Monday’s Reflection on the Shallows

“For some people, the very idea of reading a book… or butchering your own meat” (8)

I think the people that believe reading has become silly and old-fashioned are wrong. While I can see their side, reading still offers in-depth and creative sources of information and ideas that could not be found on the Internet. The Internet gives relevant information, but not as in depth as books. Since books require deep focus and attention, the author can fully develop ideas with a lot of evidence. On the Internet, since reading requires short bursts of focus, the author has less time to make a point. Also the relation to butchering your own meat or sewing your own shirts seems a little stretched for me. Doing both of those activities is pointless, because there are others that can do it for you as their job. But reading still offers important information on a specific topic that the Internet may not be able to offer you in the way that a seamstress can give you a shirt, or a butcher, meat.

“The lack of word separation, combined with the absence of … buzzing with neural activity” (61)

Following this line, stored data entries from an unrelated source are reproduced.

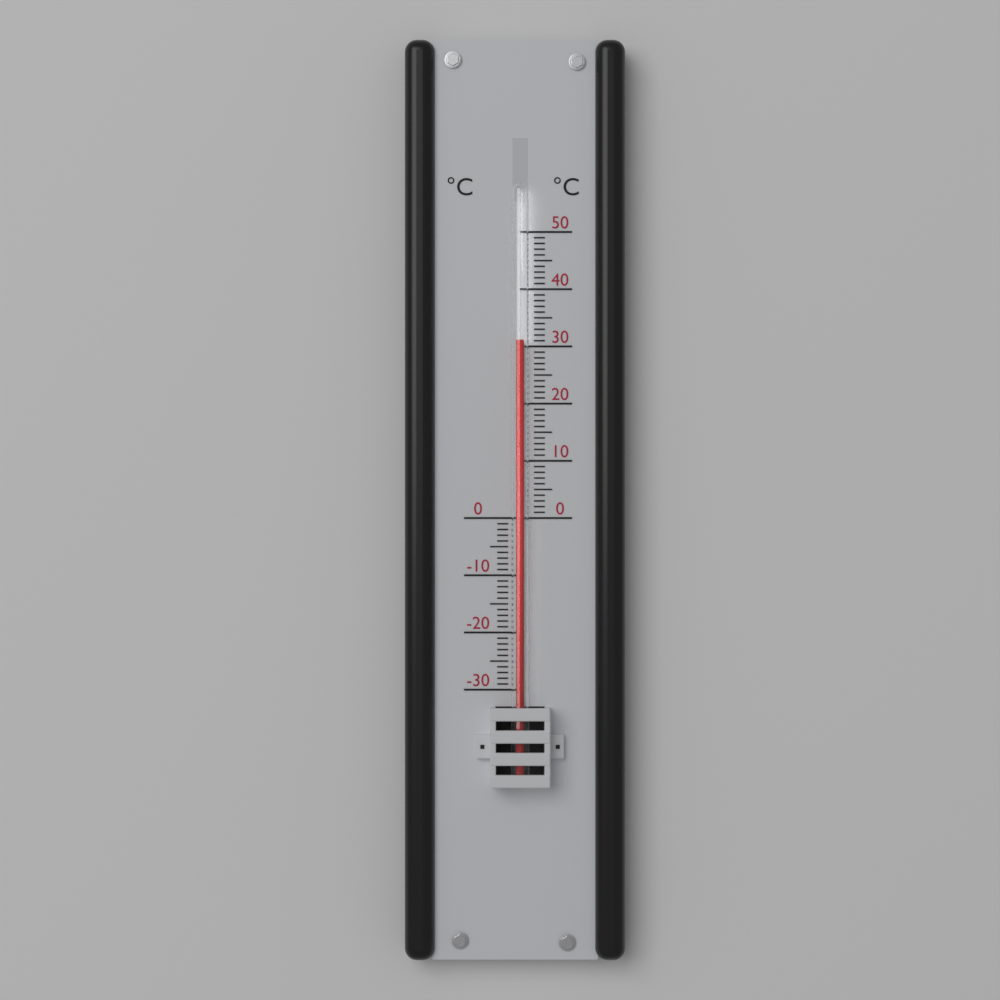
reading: 31 °C
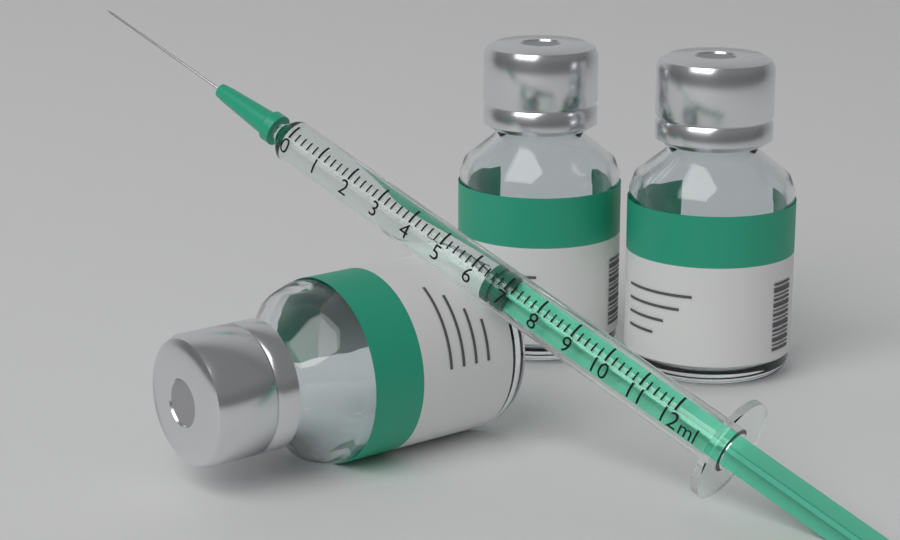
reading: 6.4 ml
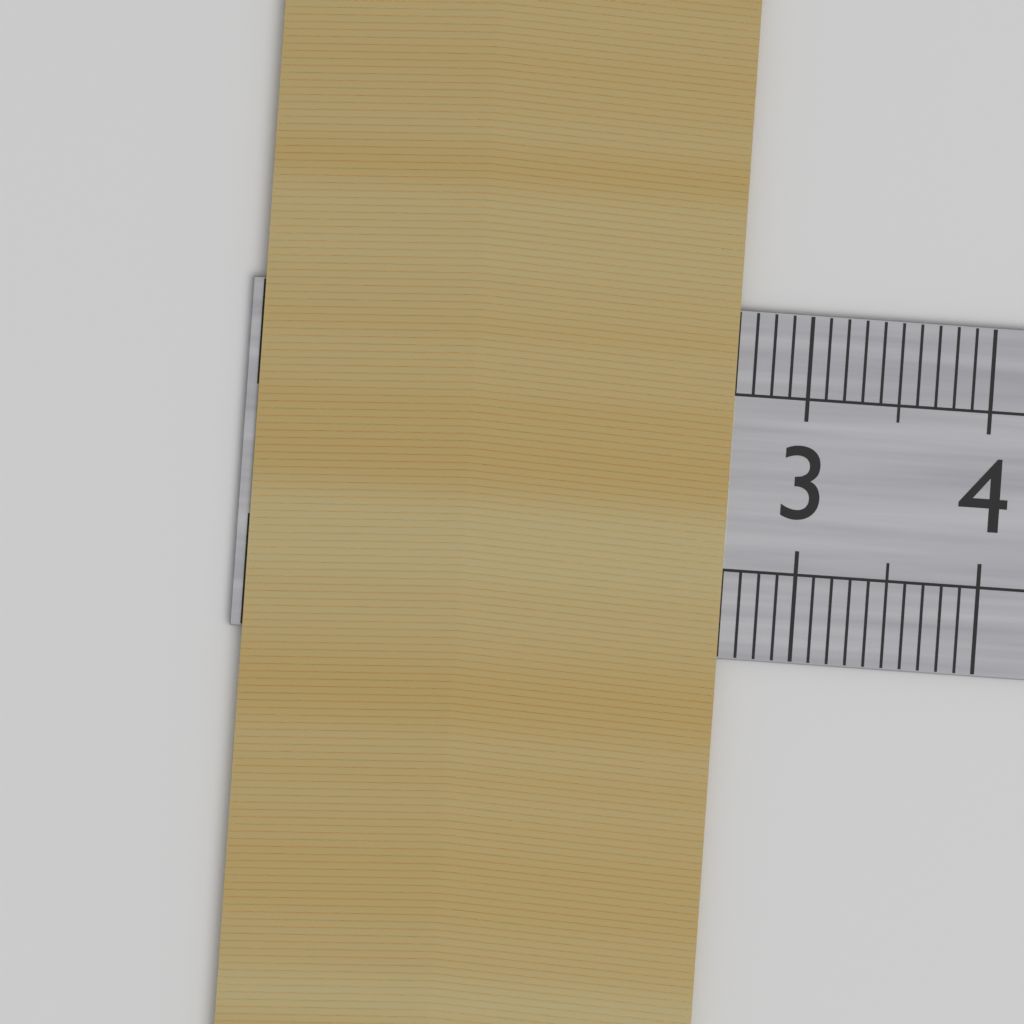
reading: 2.6 cm
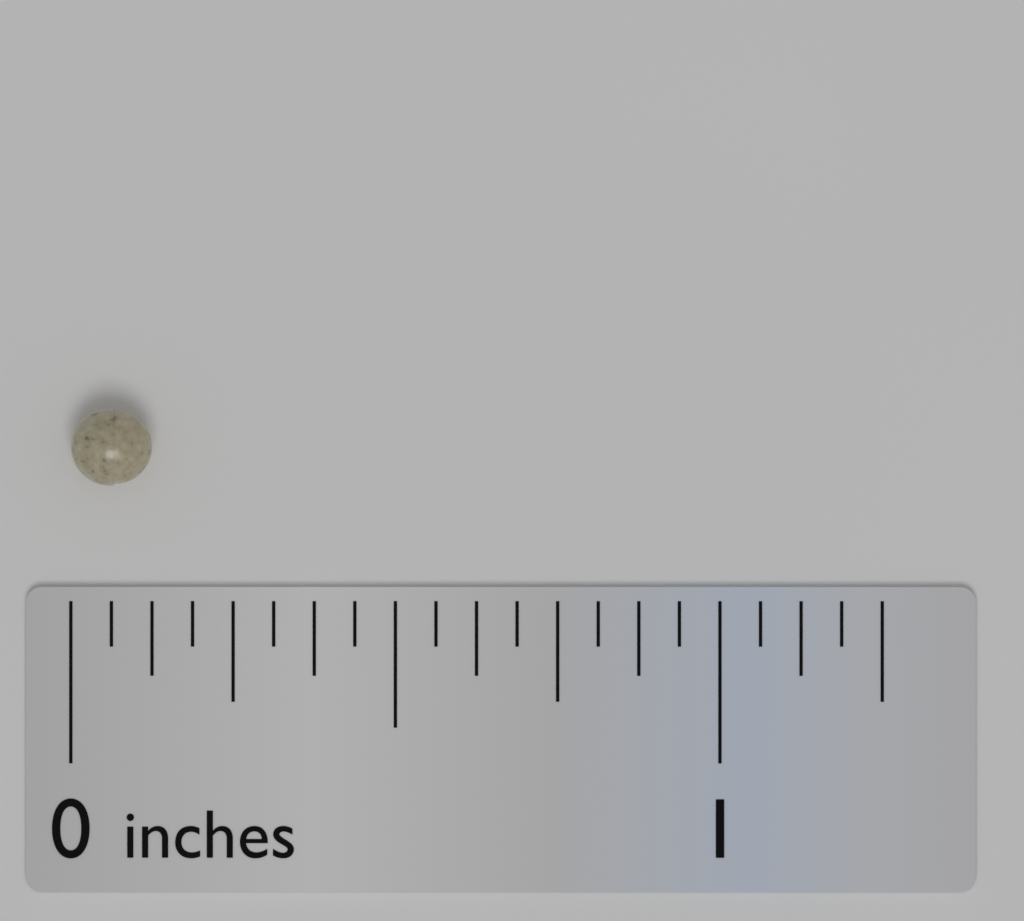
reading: 0.1250 in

I would never read if books were written like this. As much as I dislike reading now, if there were no spaces, I would just hate it. The word spacing allows for an easier flow, making the reading more understandable. I could also see some problems occurring if there are no spaces in the text. If it reaches the end of a page halfway through a word, then it would continue on the next line, confusing everyone. Once word spacing was developed, two scribes could split the long line of continuous print into different words based on where they broke up the line. The fact that reading was a puzzle is difficult and would make ideas hard to comprehend. To me, the spacing gives rhythm to the sentence so I just wonder how readers sounded the sentences out to make them flow with no spacing.